Music Reviews
J Dilla

J Dilla

Ruff Draft

Stones Throw

Ruff Draft is appropriately named: it’s full of lopsided drums, discordant synths, and off-kilter samples. It’s also short, sputtering to a halt after a mere 28 minutes – even with the four bonus joints tacked on at the end. To bump up the “beats by the pound” value, Stones Throw included a second disc of instrumental versions – most tracks feature Dilla’s rare and underrated raps (while the lyrics are mostly off-the-cuff and lack substantial meaning, it’s Dilla himself who best shows the way to navigate his tipsy beats). The only track to gurgle past the four-minute mark is “Take Notice.” It’s a skeletal soundscape and one of Dilla’s best splattered with Pac-Man sounds, tick-tocking boom-bap, and sick diction courtesy of Detroit MC Guilty Simpson – a previously unreleased joint spawned from a 49-second interlude on the original vinyl release.

So, if Ruff Draft is just a thought in progress, a sketch in a notepad, how is it so bloody complete? Because it marks the point of departure for an artist who, up to this point, was known for his smoothed out bass and low-key funk productions – think A Tribe Called Quest’s Beats, Rhymes and Life, Common’s Like Water for Chocolate, and the minimal funk of Slum Village. Ruff Draft is complete because it is the perfect portal from J Dilla’s hip-hop roots to his beat auteur future.

“Let’s Take It Back” twinkles in gingerly over Slum Village-esque beats and bass bursts, the distracting micro-melody alerting you to the fact that something very different is going on here. Then the stark keys of “Reckless Driving” punch through the mix and you realize that the title is referencing a creative mind finally free to go wherever it desires; you, the listener, are merely along for the ride.

“Reckless Driving” swerves up to the launch pad of “Nothing Like This;” it’s a rocket ship to outer space. Its backward guitar and bass loop sets the listener adrift in disorienting swirls that dislodge you from any comfortable hip-hop moorings, and the oversized drums pound you like crashing waves – a jarring contrast to Dilla’s distorted and emotional vocal croon, consisting mostly of the song’s title. It becomes a mantric revelation about how Dilla feels about his newfound musical landscape, his new freedom, and it is definitely the emotional heart of the record – a completely new and brave departure.

Surprisingly, “Nothing Like This” bears a striking resemblance to tracks from psych-pop savant Ariel Pink’s Worn Copy – another musical auteur with an encyclopedic knowledge of pop music.

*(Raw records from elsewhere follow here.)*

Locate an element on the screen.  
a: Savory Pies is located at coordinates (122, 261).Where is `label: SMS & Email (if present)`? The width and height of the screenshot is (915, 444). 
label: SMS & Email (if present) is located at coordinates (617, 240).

Both J Dilla and Ariel Pink are inspired by the static, grit and surprise of ’60s and ’70s radio. But Dilla is the inverse of everything Ariel Pink: Pink plays guitar, bass and keyboards, while channeling the records that inspired him. Dilla achieves sonic innovation on “Nothing Like This” through manipulation of the original source material until he’s sculpted it into something entirely new. Pink creates something eerie and oddly familiar with his new compositions, which sound like ghosts of old radio hits that died before they reached the top of the charts. Dilla re-imagines the old recordings of country, rock, soul and electro as dirty basement funk outside of radio, taking obscure tracks, samples and funk-less drums and breathing new life into those same radio ghosts Pink refuses to exorcise. Consider “Wild,” which features an infectious sample of a cheeky English kid shattering through a cover of Slade’s “Cum on Feel the Noise,” a herky-jerky improbability that Dilla re-works into a danceable anomaly. Dilla is that kid, taking musical hand-me-downs that have become flat and cliché and invigorating them with wonder and purpose. In one 30-minute sketch, Dilla illustrates the genius of beat making.

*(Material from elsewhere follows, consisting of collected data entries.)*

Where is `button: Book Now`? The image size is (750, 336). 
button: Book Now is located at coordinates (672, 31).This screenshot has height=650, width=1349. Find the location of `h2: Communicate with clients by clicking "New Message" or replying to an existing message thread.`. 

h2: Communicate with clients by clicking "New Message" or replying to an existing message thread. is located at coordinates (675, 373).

Hip-hop beatsmiths are musicians of the highest order in the Black community. When the U.S. government cut music programs from inner-city public schools in the 1980s, these would-be instrumentalists and composers found ways to create new music and pay homage to the musicians who came before them. They discovered a tool of empowerment – the sampler – that allowed them to re-make their world, a world that was cold, cruel and unforgiving, into something newer, funkier and freer, a world totally under their control. Dilla is the ultimate conductor of the radio dial, a snake charmer of the canon of western music, putting bounce to a brave new world; a magician of the finest order.

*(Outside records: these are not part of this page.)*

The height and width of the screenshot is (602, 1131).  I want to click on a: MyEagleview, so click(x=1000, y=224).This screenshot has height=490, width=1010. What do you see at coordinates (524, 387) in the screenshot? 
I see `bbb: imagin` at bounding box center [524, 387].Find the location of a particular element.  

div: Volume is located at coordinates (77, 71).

Ruff Draft succeeds in tearing Dilla away from his past and catapulting him into the future. Immediately following this release, Dilla would cut Champion Sound with Madlib and further define his sound. He took up residence at Stones Throw Records and produced his outstanding Donuts – an opus as long as Ruff Draft is short. It’s maddening that we will never know what the “final draft” would sound like – Dilla died from complications of lupus in February 2006. There isn’t enough hip-hop like this: fiercely innovative, blissfully spontaneous and irrepressibly funky. Ruff Draft is a thrilling peek into a brilliant mind. There truly is “Nothing Like This”… . Dilla R.I.P.